Zone FX: Per-Note Effects Processing Explained
What if your reverb only affected the high notes in a chord? TONIQ's Zone FX splits processing by musical notes, not frequencies.
Here’s a mixing scenario every guitarist knows: you want reverb on your chord’s highest notes to create shimmer, but you don’t want the bass notes swimming in wash. With traditional processing, you’re stuck. A reverb on the full guitar track affects everything. An EQ before the reverb helps, but it’s cutting frequencies — which means you’re also cutting the upper harmonics of your bass notes.
TONIQ’s Zone FX takes a different approach entirely.
Notes vs. Frequencies
Traditional effects processing works on frequency bands. An EQ at 2kHz affects everything at 2kHz — whether that’s the fundamental of a high note, the second harmonic of a mid note, or the fourth harmonic of a bass note. The processor doesn’t know and doesn’t care.
Zone FX works on musical notes. TONIQ’s detection engine identifies every note in your playing and sorts them into three zones:
- Low Zone — The lowest notes in the current chord
- Mid Zone — Middle voices
- High Zone — The highest notes
Each zone gets its own effects chain: EQ, reverb send, and delay. When you add reverb to the High Zone, it affects only the high notes — their fundamentals and all their harmonics. The bass notes stay completely dry, even though they have harmonic content in the same frequency range as the high notes.
This is fundamentally impossible with frequency-based processing.
How Zones Are Assigned
Zone assignment is dynamic and adaptive. TONIQ looks at all currently sounding notes and divides them into three groups based on pitch:
Two notes playing: Low and High zones active, Mid empty.
Three notes: One per zone.
Six-note chord: Two notes per zone (roughly — the split adapts to the specific pitches).
Single note: Assigned to Mid zone by default.
The zones update in real time as you play. Strum a chord and the notes distribute instantly. Lift a finger and the zones rebalance.
Creative Possibilities
Once you have independent effects per note zone, creative doors open:
Shimmer on Top, Dry on Bottom
Add reverb and a touch of delay to the High Zone only. Your bass notes stay tight and punchy while the upper voices ring out with space. This is the single most-requested guitar tone that was previously impossible without splitting to multiple tracks.
EQ Per Voice
Roll off some low-mid mud from the Low Zone while boosting presence on the High Zone. Because you’re EQing notes, not frequencies, the changes are clean and musical. No comb filtering, no phase issues.
Rhythmic Low End, Ambient Highs
Short slapback delay on the Low Zone for rhythmic drive. Long ambient delay on the High Zone for atmosphere. The two textures coexist without fighting each other because they’re applied to different musical voices, not different frequency ranges.
Focused Reverb Space
In a dense mix, reverb on a full guitar track eats up space fast. Zone FX lets you be surgical: reverb only where it adds value. The result sits in the mix without drowning in wash.
Zone FX + Stereo Panning
Zone FX combines with TONIQ’s stereo panning for powerful results. Each note is both positioned in the stereo field and processed by its zone’s effects chain.
Picture this: Low notes panned slightly left with tight EQ. High notes panned slightly right with reverb and shimmer. Mid notes centered and dry. From a single mono DI, you get a three-dimensional guitar tone that sounds like it was tracked and mixed with three separate signal chains.
Why It Sounds Different
Because Zone FX works in the note domain rather than the frequency domain, you get none of the artifacts associated with traditional multiband splitting:
- No crossover filters means no phase shifts at split points
- No bleed between zones — a low note’s harmonics don’t leak into the High Zone processor
- No added latency — zone processing runs in real time alongside the note detection
When to Use Zone FX
Zone FX shines on:
- Clean arpeggios — Different reverb/delay per register creates beautiful depth
- Fingerpicked parts — Bass notes stay defined while melody notes shimmer
- Chordal pads — Shape each voice independently for maximum control
- Complex arrangements — Get the tone without splitting to multiple tracks
For heavily distorted rhythm tones where individual notes blur together, standard full-signal processing usually works better. Zone FX is at its best when notes are clearly defined in the playing.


Among the records that follow, find each line holding the word "denominator" and copy it.
• • • •
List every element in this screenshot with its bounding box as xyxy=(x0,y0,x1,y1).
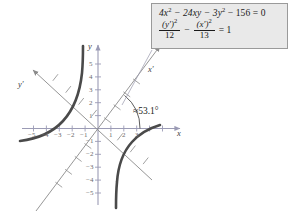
numerator-exponent: 2 xyxy=(174,17,177,24)
y-tick-label-neg1: −1 xyxy=(86,137,93,145)
y-tick-label-4: 4 xyxy=(89,73,93,81)
x-tick-label-1: 1 xyxy=(109,131,113,139)
hyperbola-branch-upper-left xyxy=(20,46,83,141)
equation-minus-operator: − xyxy=(180,25,193,35)
y-tick-label-2: 2 xyxy=(89,99,93,107)
fraction-denominator-12: 12 xyxy=(165,31,174,41)
fraction-numerator-x-prime: (x′)2 xyxy=(194,20,215,30)
eq-term-3y2: − 3y xyxy=(204,8,222,18)
rotated-axes-hyperbola-figure: y x y′ x′ ≈53.1° −5 −4 −3 −2 −1 1 2 3 1 … xyxy=(0,0,299,222)
x-tick-label-neg5: −5 xyxy=(28,131,35,139)
x-tick-label-neg3: −3 xyxy=(54,131,61,139)
y-tick-label-5: 5 xyxy=(89,60,93,68)
x-tick-label-neg4: −4 xyxy=(41,131,48,139)
equation-standard-form: (y′)2 12 − (x′)2 13 = 1 xyxy=(159,20,281,41)
equation-callout-box: 4x2 − 24xy − 3y2 − 156 = 0 (y′)2 12 − (x… xyxy=(151,3,288,49)
x-axis-label: x xyxy=(177,128,181,138)
fraction-x-prime-squared-over-13: (x′)2 13 xyxy=(194,20,215,41)
x-tick-label-3: 3 xyxy=(135,131,139,139)
eq-exp-y2: 2 xyxy=(222,6,225,13)
numerator-text: (x′) xyxy=(197,19,209,29)
eq-exp-x2: 2 xyxy=(168,6,171,13)
x-tick-label-neg2: −2 xyxy=(67,131,74,139)
fraction-denominator-13: 13 xyxy=(200,31,209,41)
y-tick-label-neg3: −3 xyxy=(86,163,93,171)
y-tick-label-neg5: −5 xyxy=(86,189,93,197)
eq-term-4x2: 4x xyxy=(159,8,168,18)
fraction-numerator-y-prime: (y′)2 xyxy=(159,20,180,30)
y-tick-label-neg4: −4 xyxy=(86,176,93,184)
eq-term-24xy: − 24xy xyxy=(174,8,201,18)
x-tick-label-2: 2 xyxy=(122,131,126,139)
x-prime-axis-label: x′ xyxy=(148,64,154,74)
y-tick-label-3: 3 xyxy=(89,86,93,94)
numerator-text: (y′) xyxy=(162,19,174,29)
equation-equals-one: = 1 xyxy=(215,25,235,35)
numerator-exponent: 2 xyxy=(209,17,212,24)
callout-leader-line xyxy=(122,50,152,105)
fraction-y-prime-squared-over-12: (y′)2 12 xyxy=(159,20,180,41)
eq-term-constant: − 156 = 0 xyxy=(228,8,266,18)
y-tick-label-neg2: −2 xyxy=(86,150,93,158)
equation-general-form: 4x2 − 24xy − 3y2 − 156 = 0 xyxy=(159,8,281,18)
y-tick-label-1: 1 xyxy=(89,112,93,120)
rotation-angle-label: ≈53.1° xyxy=(133,106,159,116)
y-axis-label: y xyxy=(88,41,92,51)
y-prime-axis-label: y′ xyxy=(18,79,24,89)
• • • •
### Written solution
fraction-denominator-12: 12 xyxy=(165,31,174,41)
fraction-denominator-13: 13 xyxy=(200,31,209,41)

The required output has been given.